Trump’s lawyers were not quite so foolish as to pretend the attack didn’t happen to a room full of direct witnesses. But they took some disingenuous steps to downplay its significance. “Clearly, there was no insurrection,” Castor remarked at one point, arguing that an insurrection involves taking over TV stations, seizing civil powers, and the like. An insurrection is typically defined as a violent uprising against the government. Storming the Capitol to stop Congress from confirming a president-elect’s victory falls squarely under that definition.

They also went to great lengths to frame the impeachment trial as “cancel culture,” a term used to obscure a person’s wrongdoing by focusing on the consequences they face for it. An impeachment trial is not “cancel culture,” of course. It’s a constitutional mechanism for accountability that protects the republic from the predations of corrupt and malevolent officials. But Trump’s lawyers tried to cast him as a First Amendment martyr instead. “This is ordinarily political rhetoric that is virtually indistinguishable from the language that has been used by people across the political spectrum for hundreds of years,” van der Veen told the senators. “Countless politicians have spoken of fighting for our principles.” Few of them can match Trump’s track record of encouraging violence, however.

After they rested their case, the senators moved into a question-and-answer phase. From there, Trump’s lawyers refused to engage with both reality and the underlying facts of the case, even in instances where it might have materially helped their client. “Exactly when did President Trump learn of the breach of the Capitol, and what specific actions did he take to bring the rioting to an end, and when did he take them?” asked Lisa Murkowski and Susan Collins, two senators who could conceivably vote to convict Trump. “Please be as detailed as possible.”

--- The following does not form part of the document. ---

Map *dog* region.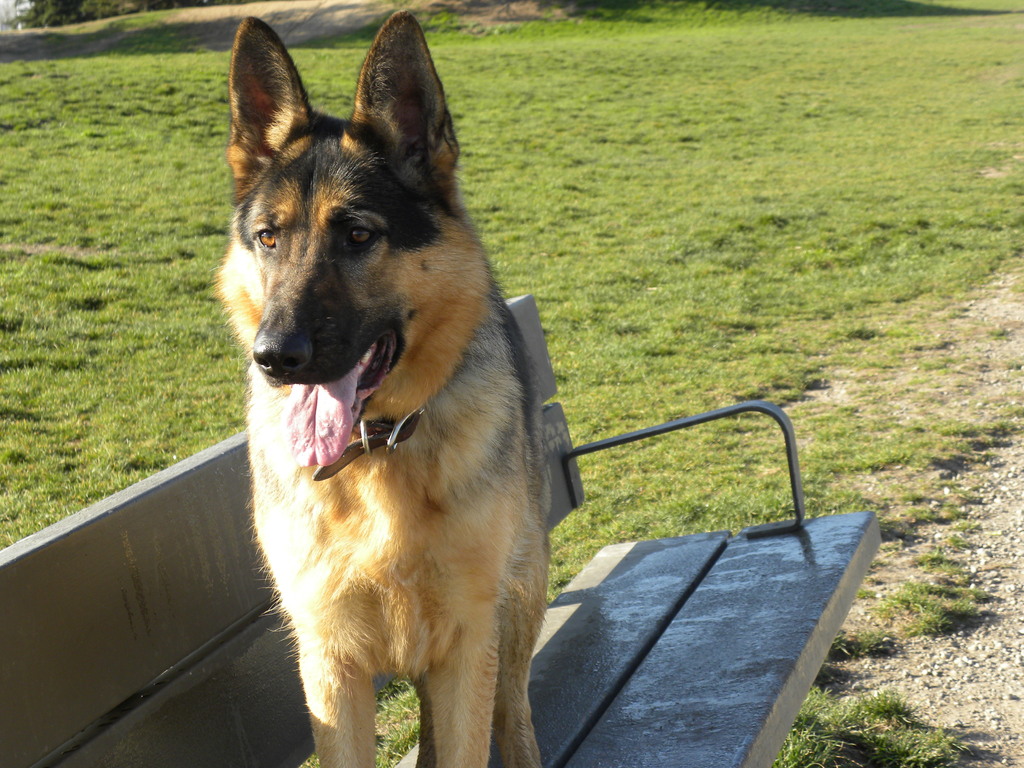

Trump’s lawyers blew them off in a remarkably blunt way. “The House managers have given us absolutely no evidence one way or another on that question,” van der Veen replied, before criticizing the managers for not conducting a full investigation. As Trump’s lawyer, he could have easily provided an answer. Had there been an answer that might have been advantageous for his client, van der Veen would have had a strong incentive to give it. But he conspicuously and consciously did not, leaving an ominous gap in Trump’s defense. His response only bolsters the case for calling witnesses to flesh out what Trump knew and when.

It’s possible that a majority of senators will vote in favor of Trump’s guilt, though they will almost certainly fall short of the two-thirds margin necessary to convict him. If Republican senators possessed any self-respect, either for themselves or their institution, they would be more willing to convict Trump after his legal team’s disingenuous presentation to them today. Unfortunately, the country is not that lucky. And so Trump, the eternal victim who never actually seems to get victimized, will avoid consequences for his actions once more.